Let’s take two examples of more recent times. In a Six Nations match against Wales a few years ago, Scotland’s Stuart Hogg felled a Welsh attacker and then leapt to his feet to contest the ball.

He exposed his neck and shoulders to Gethin Jenkins, who arrived at full pace from distance with all his 19 stones of momentum and made full-force contact to clear out Hogg.

Two weeks ago in Dublin, Hoggy again took a defensive position to try and steal possession, neck and shoulders exposed. He was cleared out with frightening force by two flying front-five forwards in Andrew Porter and Iain Henderson.

Hogg is a full-back and those instances stick in my mind probably because he’s Scotland’s highest profile player. But forwards are taking these kind of forceful “brutal” hits repeatedly, and in midweek training as well.

The growing evidence is that as well as the concussive episodes, repeated impacts are debilitating to future mental health. Heading in football is also being examined in this way.

‘The claim that modern rugby is safe is hogwash’
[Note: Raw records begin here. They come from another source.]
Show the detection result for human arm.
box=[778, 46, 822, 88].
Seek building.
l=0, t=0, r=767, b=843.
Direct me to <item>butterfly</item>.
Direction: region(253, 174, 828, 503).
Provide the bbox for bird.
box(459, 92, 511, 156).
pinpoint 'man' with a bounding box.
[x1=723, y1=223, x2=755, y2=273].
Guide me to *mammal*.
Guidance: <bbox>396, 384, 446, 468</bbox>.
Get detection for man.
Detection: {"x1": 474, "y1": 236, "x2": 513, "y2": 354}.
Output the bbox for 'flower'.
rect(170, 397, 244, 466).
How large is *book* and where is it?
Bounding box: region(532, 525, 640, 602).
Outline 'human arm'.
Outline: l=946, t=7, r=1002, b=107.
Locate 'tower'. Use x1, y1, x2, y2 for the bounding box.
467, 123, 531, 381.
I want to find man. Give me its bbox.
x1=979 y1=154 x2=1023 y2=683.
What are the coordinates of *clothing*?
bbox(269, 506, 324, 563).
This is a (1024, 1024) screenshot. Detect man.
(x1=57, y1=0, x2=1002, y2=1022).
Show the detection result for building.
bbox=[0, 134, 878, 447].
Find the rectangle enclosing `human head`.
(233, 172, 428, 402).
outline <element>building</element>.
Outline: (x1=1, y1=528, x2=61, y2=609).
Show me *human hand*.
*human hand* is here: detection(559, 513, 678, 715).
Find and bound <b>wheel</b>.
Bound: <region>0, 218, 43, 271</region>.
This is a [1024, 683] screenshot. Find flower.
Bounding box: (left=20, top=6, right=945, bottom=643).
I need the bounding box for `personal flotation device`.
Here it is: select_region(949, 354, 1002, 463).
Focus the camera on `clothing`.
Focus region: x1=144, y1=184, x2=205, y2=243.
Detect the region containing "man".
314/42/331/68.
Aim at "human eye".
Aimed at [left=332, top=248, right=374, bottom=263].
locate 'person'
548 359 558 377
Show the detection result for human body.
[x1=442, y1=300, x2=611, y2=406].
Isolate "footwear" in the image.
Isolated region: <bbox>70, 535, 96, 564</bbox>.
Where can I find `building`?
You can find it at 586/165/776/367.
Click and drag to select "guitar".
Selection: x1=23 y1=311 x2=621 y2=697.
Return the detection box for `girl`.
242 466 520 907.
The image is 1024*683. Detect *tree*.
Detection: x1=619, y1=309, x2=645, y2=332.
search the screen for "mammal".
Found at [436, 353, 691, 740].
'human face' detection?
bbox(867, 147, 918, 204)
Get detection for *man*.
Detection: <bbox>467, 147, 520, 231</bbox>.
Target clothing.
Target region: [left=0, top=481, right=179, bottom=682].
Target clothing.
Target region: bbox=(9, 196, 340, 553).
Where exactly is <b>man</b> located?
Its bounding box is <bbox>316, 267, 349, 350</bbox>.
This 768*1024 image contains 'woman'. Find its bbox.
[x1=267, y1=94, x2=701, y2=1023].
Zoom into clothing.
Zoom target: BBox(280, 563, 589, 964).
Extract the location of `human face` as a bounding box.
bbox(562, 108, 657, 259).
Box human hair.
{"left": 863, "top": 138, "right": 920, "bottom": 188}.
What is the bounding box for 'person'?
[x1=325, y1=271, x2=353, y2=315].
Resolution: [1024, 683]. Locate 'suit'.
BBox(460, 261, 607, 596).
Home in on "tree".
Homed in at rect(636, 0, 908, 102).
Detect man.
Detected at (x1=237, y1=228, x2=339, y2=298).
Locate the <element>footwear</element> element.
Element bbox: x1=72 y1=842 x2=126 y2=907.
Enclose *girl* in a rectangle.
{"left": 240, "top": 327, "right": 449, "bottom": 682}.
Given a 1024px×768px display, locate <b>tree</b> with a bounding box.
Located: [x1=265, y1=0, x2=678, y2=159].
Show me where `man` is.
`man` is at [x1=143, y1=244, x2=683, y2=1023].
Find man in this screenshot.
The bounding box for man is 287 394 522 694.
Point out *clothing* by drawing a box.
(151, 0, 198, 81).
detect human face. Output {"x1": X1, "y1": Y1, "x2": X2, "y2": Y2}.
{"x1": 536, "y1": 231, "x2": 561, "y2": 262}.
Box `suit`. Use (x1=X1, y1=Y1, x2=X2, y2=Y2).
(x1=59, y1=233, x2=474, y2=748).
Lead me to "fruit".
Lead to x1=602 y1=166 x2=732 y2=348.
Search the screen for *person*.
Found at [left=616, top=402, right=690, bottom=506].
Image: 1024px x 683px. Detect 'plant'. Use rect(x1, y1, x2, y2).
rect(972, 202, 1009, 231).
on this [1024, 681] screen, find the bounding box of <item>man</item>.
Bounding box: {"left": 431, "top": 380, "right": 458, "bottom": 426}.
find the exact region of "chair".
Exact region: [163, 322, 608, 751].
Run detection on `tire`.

Therefore the claims of head coaches and unions that modern rugby is safe is hogwash – they don’t know for sure. And a class action suit in ten years’ time won’t have any ignorance alibi.

That could be an existential threat to rugby as a game. We have to start to sort out a way to play that makes it safer.

Modern rugby’s not gone soft, despite what the ranters claim. But it’s really got to get softer.